WINDHAM — On a quiet stretch of Route 23, where the Catskills still trade in equal parts memory and reinvention, a small room above Main Street has become something of an improbable proving ground. Inside Magic On Main, proprietor Sean Doolan has built a reputation not on spectacle, but on proximity — the kind of close-up magic where the miracle happens inches from your hands, and disbelief has nowhere to hide.
Next Tuesday, April 21, that room will host something rarer than a trick: a test.
For one night only, Brazilian card virtuoso Bernardo Sedlacek will take the table at Doolan’s personal invitation, bringing with him a résumé that stretches across nearly 40 countries and into the orbit of modern magic’s biggest names. Sedlacek has fooled audiences — and notably the hosts of Penn & Teller: Fool Us — and has worked behind the scenes as a consultant to David Blaine on projects with National Geographic. In 2023, he earned the Milbourne Christopher Award for Close-Up Magic, one of the field’s highest honors.
But in Windham, the stakes are different.
“This is a proof of concept,” Doolan said, speaking between shows at a venue that has quietly amassed 542 performances and a No. 1 ranking on TripAdvisor for the area. “If this works, it opens the door to something bigger.”
Bigger, in this case, means a new chapter for Magic On Main — a larger venue, longer residencies, and a rotating cast of elite performers who could spend a week in the mountains instead of a night passing through Manhattan. For a town better known for ski runs and summer rentals, it’s an ambitious pitch: that world-class magic might take root here, not as a novelty, but as a fixture.
Doolan himself is no stranger to reinvention. He arrived in Windham in 1998 from the Bronx, leaving behind a career as a prosecutor and trial lawyer for one that relies on a different kind of persuasion. “Either way,” he jokes, “I lie for a living.” The line lands, but it also hints at the throughline — a lifelong obsession with sleight of hand, particularly card magic, which he calls his favorite discipline.
It’s also what drew him to Sedlacek.
Trained in the rigorous traditions of the Spanish school of card magic — a style known for its technical precision and deceptive elegance — Sedlacek represents, in Doolan’s estimation, the next wave. “He is the future of card magic,” Doolan said plainly.
Sedlacek, for his part, seems eager to test that future in an unlikely corner of Greene County. Asked about performing in the Catskills, he offered a simple reply: he is “excited to be there.”
The show itself will be as intimate as anything Magic On Main has staged — a single 7 p.m. performance, limited seating, no walk-ins. Tickets are set at $100, reservations required, the kind of scarcity that has become part of the venue’s quiet appeal.
And that may be the real trick.
In an era of infinite content and endless screens, Doolan has built something deliberately finite — a room, a table, a deck of cards, and a handful of witnesses. For one night, at least, that formula will be pushed to its limits by a magician who has fooled millions elsewhere.
If it works, Windham may find itself holding more than just a good hand.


> Your goal: Note how many lines of the material that follows include the string "garam", and state only that number.

> Data for review:
------------------------

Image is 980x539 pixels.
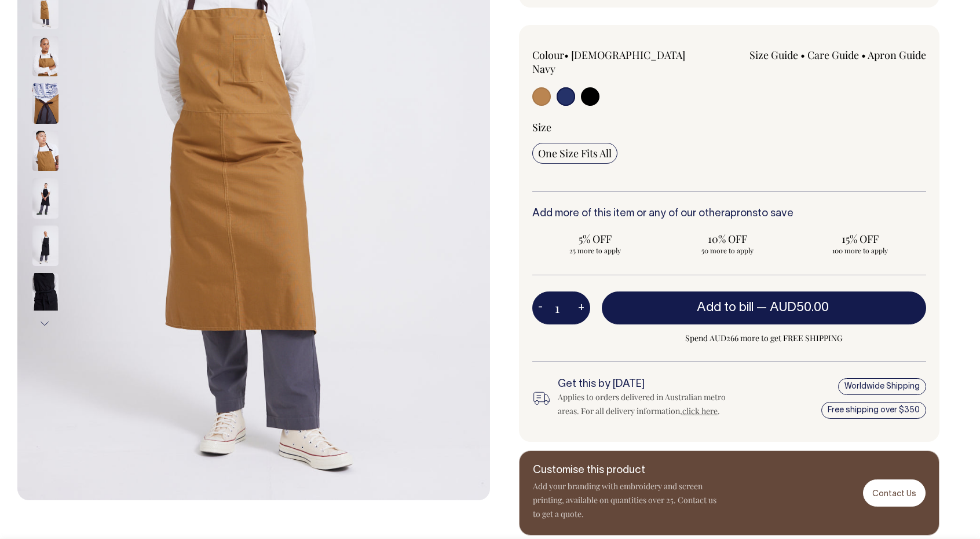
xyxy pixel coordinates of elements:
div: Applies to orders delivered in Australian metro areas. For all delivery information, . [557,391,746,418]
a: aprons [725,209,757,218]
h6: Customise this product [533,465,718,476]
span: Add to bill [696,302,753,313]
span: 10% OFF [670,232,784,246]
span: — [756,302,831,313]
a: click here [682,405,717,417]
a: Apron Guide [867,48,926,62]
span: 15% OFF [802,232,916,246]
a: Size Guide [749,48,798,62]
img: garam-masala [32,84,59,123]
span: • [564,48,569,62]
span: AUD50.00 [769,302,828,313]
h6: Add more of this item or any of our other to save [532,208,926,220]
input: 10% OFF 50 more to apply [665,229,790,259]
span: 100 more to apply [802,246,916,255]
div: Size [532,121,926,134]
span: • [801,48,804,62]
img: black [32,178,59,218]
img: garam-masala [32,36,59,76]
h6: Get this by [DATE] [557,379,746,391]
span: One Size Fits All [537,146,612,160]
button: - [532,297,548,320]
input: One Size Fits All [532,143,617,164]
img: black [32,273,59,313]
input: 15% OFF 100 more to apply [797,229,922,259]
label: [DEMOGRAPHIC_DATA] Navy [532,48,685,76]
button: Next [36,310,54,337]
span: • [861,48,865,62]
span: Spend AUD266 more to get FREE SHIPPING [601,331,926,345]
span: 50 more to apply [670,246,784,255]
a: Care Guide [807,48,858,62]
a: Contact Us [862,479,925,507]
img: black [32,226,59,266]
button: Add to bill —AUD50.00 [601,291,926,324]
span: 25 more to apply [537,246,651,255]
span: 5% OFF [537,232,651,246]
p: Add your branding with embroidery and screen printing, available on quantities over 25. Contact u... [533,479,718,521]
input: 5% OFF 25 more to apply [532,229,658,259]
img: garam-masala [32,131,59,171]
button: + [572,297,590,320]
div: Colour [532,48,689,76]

------------------------

> Output of the exercise: 3